By Lisa Tamati/Pushing the Limits

What if the reason you can't lose weight, your energy is inconsistent, and your blood sugar won't budge has nothing to do with discipline — and everything to do with your DNA?

I want to tell you about a client of mine. I'll call her Anna. She's a woman in her late forties — intelligent, health-conscious, motivated. She came to me having gained eight kilograms over the previous year despite, by her own account, eating better than she ever had in her life.

She'd gone keto. Properly keto. She'd done the research, cut the carbohydrates, loaded up on healthy fats, tracked her macros, stayed in ketosis. She was committed.

The weight kept going up. Her energy was inconsistent. Her blood glucose wasn't improving the way keto is supposed to improve it. She was starting to feel like a failure.

She wasn't a failure. The diet was failing her.

 

The Problem With Diet Advice in 2026

We are living in a golden age of health misinformation dressed up as health information. And the two are often almost impossible to tell apart.

Here's how it plays out. An influencer — an athlete, a podcaster, maybe a well-credentialled doctor — discovers a dietary approach that transforms their health. They lose twenty kilos. Their autoimmune condition goes into remission. Their energy becomes extraordinary. And they are telling the truth. That happened for them.

So they share it. And they should.

But what they almost never say is: this worked for me because of my specific genetics, my hormonal profile, my gut microbiome, my stress history, and about forty other variables I have no idea whether you share.

What they say is: this worked for me. Try it.

And millions of people do. The ones whose biology happens to match get great results — they become the testimonials, the before-and-after photos. The people it doesn't work for quietly disappear, feel like failures, and move on to the next trend.

I've watched this cycle play out across every major dietary movement of the last twenty years. Low fat. High fat. Raw vegan. Carnivore. Paleo. Keto. Intermittent fasting. Every single one has real science behind it. Every single one works brilliantly for some people. And every single one, applied to the wrong biology, is somewhere between ineffective and actively harmful.

The fundamental problem isn't a lack of nutrition science. It's that we keep applying population-level research to individual-level situations.

You are not a population. You are a specific, unique biological system with a particular set of genetic instructions, a particular hormonal environment, a particular gut ecosystem, and a particular history of stress and illness.

Treating you with population-level diet advice is like prescribing the same medication dose to every person regardless of their weight, liver function, or genetic variants in drug metabolism. We wouldn't accept that in pharmacology. We shouldn't accept it in nutrition.

 

What Anna's DNA Actually Showed

When we ran Anna's comprehensive genetic panel alongside full bloodwork, hormone testing, and a complete microbiome mapping, what we found was extraordinary.
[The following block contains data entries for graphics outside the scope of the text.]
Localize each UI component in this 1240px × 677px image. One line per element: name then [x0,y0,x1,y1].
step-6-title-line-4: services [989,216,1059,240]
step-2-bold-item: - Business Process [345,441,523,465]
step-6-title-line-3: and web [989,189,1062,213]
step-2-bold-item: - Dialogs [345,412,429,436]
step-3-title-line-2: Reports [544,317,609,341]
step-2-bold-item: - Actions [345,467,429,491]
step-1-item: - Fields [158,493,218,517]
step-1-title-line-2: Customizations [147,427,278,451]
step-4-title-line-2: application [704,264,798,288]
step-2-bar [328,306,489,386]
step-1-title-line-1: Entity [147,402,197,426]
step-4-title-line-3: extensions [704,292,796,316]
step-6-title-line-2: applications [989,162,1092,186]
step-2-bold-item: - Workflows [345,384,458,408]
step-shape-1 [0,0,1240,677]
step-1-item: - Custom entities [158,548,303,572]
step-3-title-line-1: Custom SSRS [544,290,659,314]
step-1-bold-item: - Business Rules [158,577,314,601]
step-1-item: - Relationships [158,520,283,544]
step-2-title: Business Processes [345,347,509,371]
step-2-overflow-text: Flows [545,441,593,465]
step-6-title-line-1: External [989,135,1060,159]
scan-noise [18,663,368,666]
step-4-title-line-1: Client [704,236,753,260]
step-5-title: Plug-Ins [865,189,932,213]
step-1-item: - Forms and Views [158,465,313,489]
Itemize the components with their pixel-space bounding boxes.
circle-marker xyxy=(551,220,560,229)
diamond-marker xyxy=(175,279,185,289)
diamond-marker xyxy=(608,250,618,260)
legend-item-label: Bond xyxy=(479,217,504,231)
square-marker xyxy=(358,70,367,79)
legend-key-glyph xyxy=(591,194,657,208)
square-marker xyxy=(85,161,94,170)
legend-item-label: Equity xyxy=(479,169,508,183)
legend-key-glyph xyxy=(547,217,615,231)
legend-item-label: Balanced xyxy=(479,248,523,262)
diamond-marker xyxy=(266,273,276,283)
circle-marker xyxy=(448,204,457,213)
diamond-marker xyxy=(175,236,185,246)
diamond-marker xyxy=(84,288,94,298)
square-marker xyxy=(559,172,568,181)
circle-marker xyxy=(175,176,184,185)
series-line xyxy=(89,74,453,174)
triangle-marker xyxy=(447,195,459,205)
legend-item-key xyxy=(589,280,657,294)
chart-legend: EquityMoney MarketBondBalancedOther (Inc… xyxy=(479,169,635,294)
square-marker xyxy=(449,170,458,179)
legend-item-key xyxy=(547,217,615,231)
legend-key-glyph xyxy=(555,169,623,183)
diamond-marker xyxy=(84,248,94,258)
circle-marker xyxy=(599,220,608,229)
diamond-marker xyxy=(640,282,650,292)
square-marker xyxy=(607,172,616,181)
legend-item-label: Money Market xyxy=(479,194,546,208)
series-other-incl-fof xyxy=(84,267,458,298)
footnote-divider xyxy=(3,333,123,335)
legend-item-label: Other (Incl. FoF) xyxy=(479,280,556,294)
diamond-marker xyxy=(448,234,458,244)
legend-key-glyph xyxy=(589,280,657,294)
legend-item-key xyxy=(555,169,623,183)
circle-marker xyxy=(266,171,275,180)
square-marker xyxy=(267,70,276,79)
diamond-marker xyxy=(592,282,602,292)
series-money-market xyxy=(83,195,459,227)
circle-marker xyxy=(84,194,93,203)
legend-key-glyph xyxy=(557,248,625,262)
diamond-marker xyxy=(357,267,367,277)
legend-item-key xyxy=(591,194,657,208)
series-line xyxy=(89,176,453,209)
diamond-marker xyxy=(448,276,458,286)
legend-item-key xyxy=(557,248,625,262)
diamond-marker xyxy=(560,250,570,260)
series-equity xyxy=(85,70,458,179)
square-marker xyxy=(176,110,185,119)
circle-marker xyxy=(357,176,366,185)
For the first time, her body's behaviour made complete sense.

Three variants in her metabolic genes told a very clear story.

PPAR-alpha — The Fat Metabolism Gene

PPAR-alpha is essentially the master regulator of fat metabolism. It governs how efficiently your body uses fat as fuel — particularly saturated fat. Anna carried a variant in this gene specifically associated with abnormal lipid metabolism on high saturated fat diets.

In plain language: the genetic machinery you need to efficiently burn the fats that form the foundation of a ketogenic diet — Anna's was running at significantly reduced capacity.

When you feed a body like Anna's a classic ketogenic diet, even a well-formulated one, the fat doesn't get burned efficiently. It gets stored. Blood lipid profiles can shift in directions that increase cardiovascular risk rather than improving it.

This is the opposite of what keto is supposed to do. And it's directly predicted by this one genetic variant.

ACSL1 — The Saturated Fat and Blood Sugar Connection

ACSL1 is involved in how your body handles saturated fat in relation to blood glucose regulation. Anna carried the homozygous variant — both copies — which is associated with elevated fasting glucose specifically in response to high saturated fat intake.

Here's the cruel irony: Anna went keto partly because she was concerned about her blood sugar. She was trying to protect her metabolic health. But because of her ACSL1 genotype, a high saturated fat diet was actively raising her fasting glucose.

The diet she chose to fix the problem was making it worse.

APOA2 — Body Composition and Saturated Fat

APOA2 is a gene involved in how your body responds to saturated fat in terms of body composition. The variant Anna carried — homozygous — is associated with significantly higher BMI when saturated fat intake exceeds approximately twenty-two grams per day.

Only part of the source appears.